Kertbeny: "Homosexual," "Heterosexual," May 6, 1868
Inventing the Homosexual and Heterosexual Categories
by Jonathan Ned Katz
In a letter, in German, to Karl Heinrich Ulrichs on May 6, 1868, an early sex-law reformer, the writer Karl Maria Kerbeny, is first know to have privately used four new terms he had coined: "Monosexual; Homosexual; Heterosexual; und Heterogenit" -- the debut of the homosexual and heterosexual categories, and two now forogtten terms.[1]
Though Kertbeny's letter did not define his foursome, his other writings indicate that "Monosexual" referred to masturbation, practiced by both sexes. "Heterogenit" referred to erotic acts of human beings with animals. "Homosexual" referred to erotic acts performed by men with men and women with women. And "Heterosexual" referred to erotic acts of men and women with each other, as did another of his new terms, "Normalsexualitat," normal sexuality.
Heterosexuality and normal sexuality he defined as the innate form of sexual satisfaction of the majority of the population. That emphasis on numbers as the foundation of the normal marked a break with an older, qualitative, procreative standard of sexual propriety.
But Kertbeny's heterosexual and his normal sexual are, by no means, normative. Both the heterosexual and normal sexual were characterized by their "unfettered capacity for degeneracy."[2]
The sex "drive" of normal sexuals was said to be stronger than that of masturbators, bestialists, or homosexuals, and this explaineds normal sexuals' laxity, license, and "unfetteredness."
Kertbeny's heterosexual men and women participated with each other
in so-called natural [procreative] as well as unnatural [nonprocreative] coitus. They were also capable of giving themselves over to same-sex excesses. Additionally, normally-sexed individuals were no less likely to engage in self-defilement [masturbation] if there was insufficient opportunity to satisfy their sex drive. And they were equally likely to assault male but especially female minors . . . ; to indulge in incest; to engage in bestiality . . . ; and even to behave depravedly with corpses if their moral self-control does not control their lust. And it is only amongst the normally-sexed that the special breed of so-called "bleeders" occurs, those who, thirsting for blood, can only satisfy their passion by wounding and torturing.
Considering psychiatrists' later cooptation of the term heterosexual to affirm the superiority of different-sex eroticism, Kertbeny's coinage of heterosexual in the service of homosexual emancipation is one of sex history's grand ironies.
Kertbeny's four terminology coinages raise the question: why did some of his terms gain widespread, international acceptance, and why were some forgotten?
Kertbeny's heterosexual and homosexual terms categorized people and their acts based on the erotic character of those acts, and the biological sex of the person with whom they were interacting. This was a major historical shift of paradigms away from the earlier procreative/non-procreative standard.[3]
References
- ↑ Adapted from Jonathan Ned Katz, The Invention of Heterosexuality (NY: Dutton, March 1994), p. 52-53. The original German text of Kertbeny's letter to Ulrichs of May 6, 1868, is printed in facsimile and in typed transcription with a brief introduction in German and a bibliography by Manfred Herzer in the periodical Capri: Zeitschrifl fur schwule Geschichte 1 (1987), 25-35. Katz is grateful to Herzer for sending him a copy and to Michael Lombardi-Nash for translating this letter and for sending copies of his translation of works by Karl Heinrich Ulrichs, and to Paul Nash for sponsoring those copies. Kertbeny and his work are discussed in Manfred Herzer, "Kertbeny and the Nameless Love," and Jean-Claude Feray and Manfred Herzer, "Homosexual Studies and Politics in the Nineteenth Century: Karl Maria Kertbeny," trans. by Glen W. Peppel, Journal of Homosexuality 19:1 (1990), 23-47. The meaning of Kertbeny's terms is also discussed in Manfred Herzer to Katz, April 16, 1989, now in the Manuscripts and Archives Division, New York Public Library. Katz stresses his gratitude for the letters and wonderful research of Manfred Herzer. I am xxxxxx TO BE CONTINUED
- ↑ NOTE 52.
- ↑ Discussed by Katz in The Invention of Heterosexuality.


◆ Instructions to follow ◆
Exact reproduction required: the lines below from the line with "You are a GUI" to the line with "This screenshot has", both ends included, and no others.

══ Material for the task

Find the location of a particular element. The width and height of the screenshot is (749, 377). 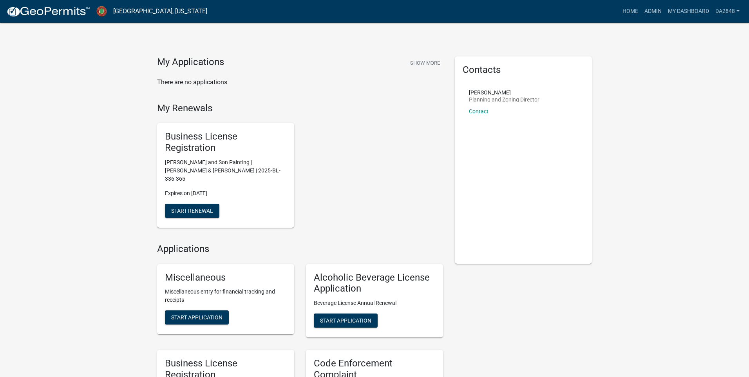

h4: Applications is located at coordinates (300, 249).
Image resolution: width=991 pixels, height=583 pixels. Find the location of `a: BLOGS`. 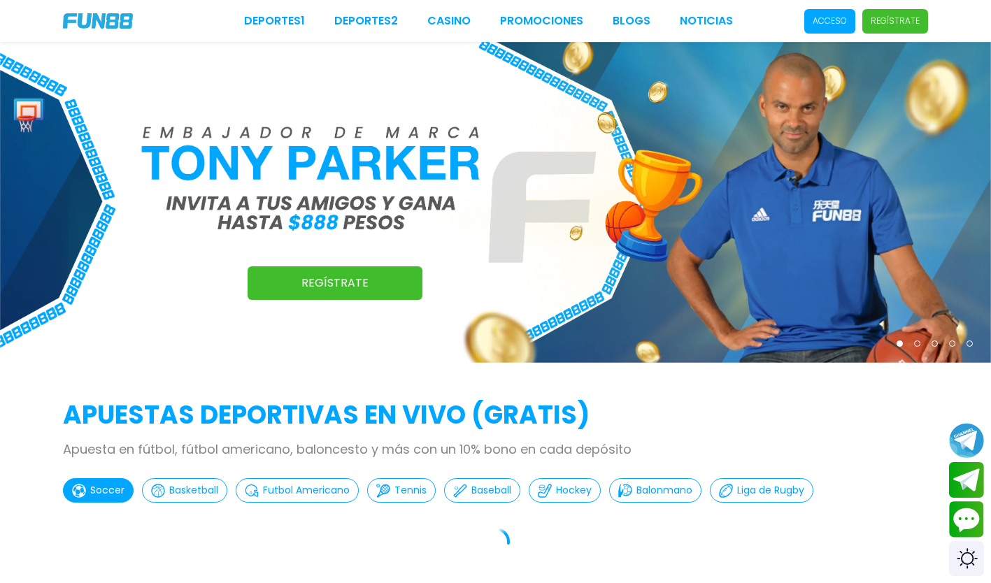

════
══ Material for the task

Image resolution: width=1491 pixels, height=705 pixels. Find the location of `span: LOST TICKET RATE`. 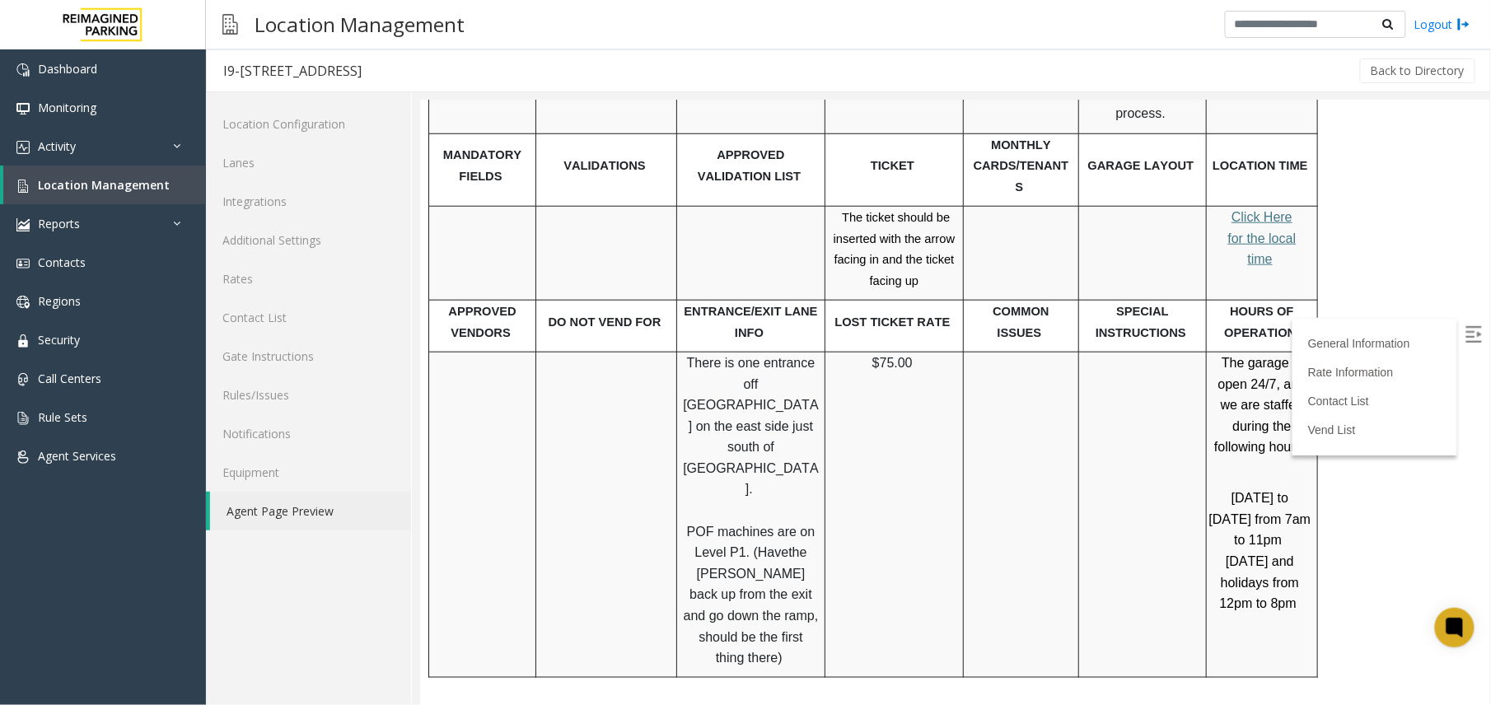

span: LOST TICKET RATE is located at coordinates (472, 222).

════
══ Material for the task

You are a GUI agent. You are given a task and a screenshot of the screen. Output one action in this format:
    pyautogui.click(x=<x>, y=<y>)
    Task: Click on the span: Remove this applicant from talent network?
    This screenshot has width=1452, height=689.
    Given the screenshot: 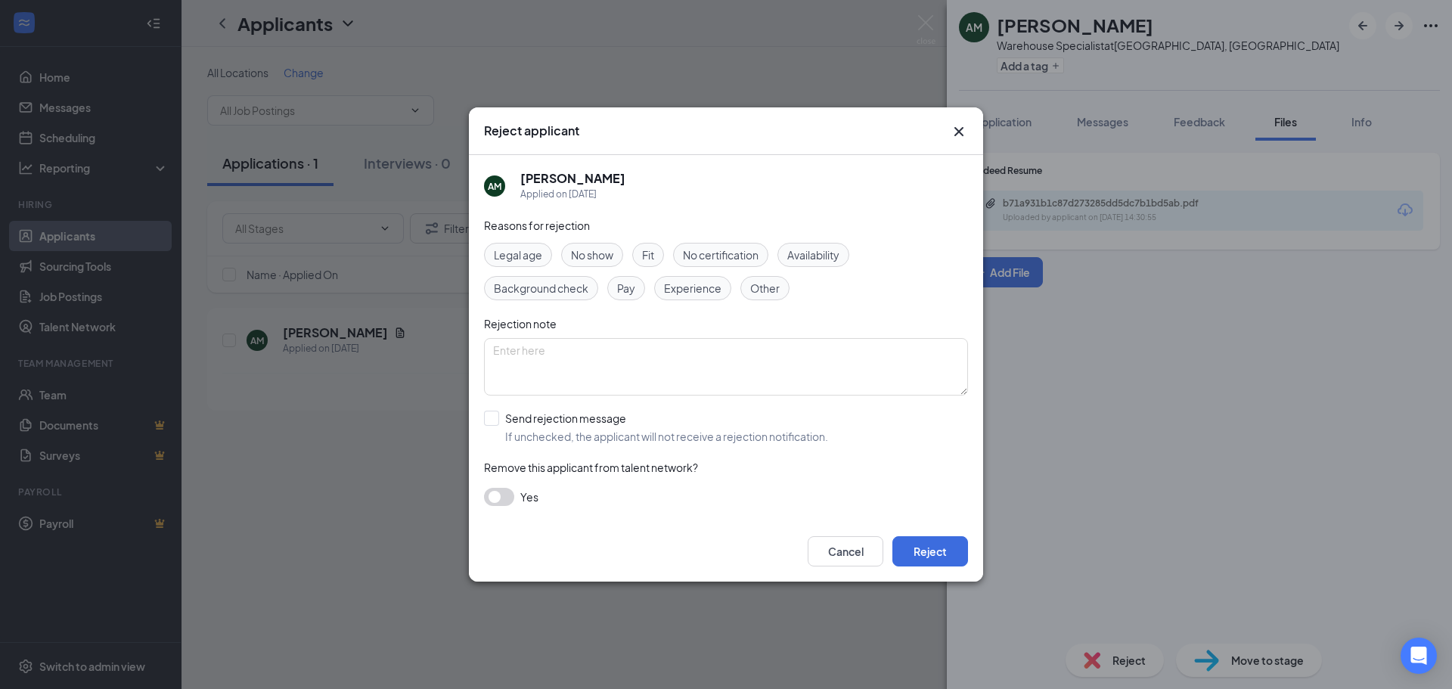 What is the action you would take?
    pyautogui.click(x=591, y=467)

════

◆ Answer section ◆
You are a GUI agent. You are given a task and a screenshot of the screen. Output one action in this format:
    pyautogui.click(x=<x>, y=<y>)
    Task: Click on the span: Remove this applicant from talent network?
    This screenshot has width=1452, height=689.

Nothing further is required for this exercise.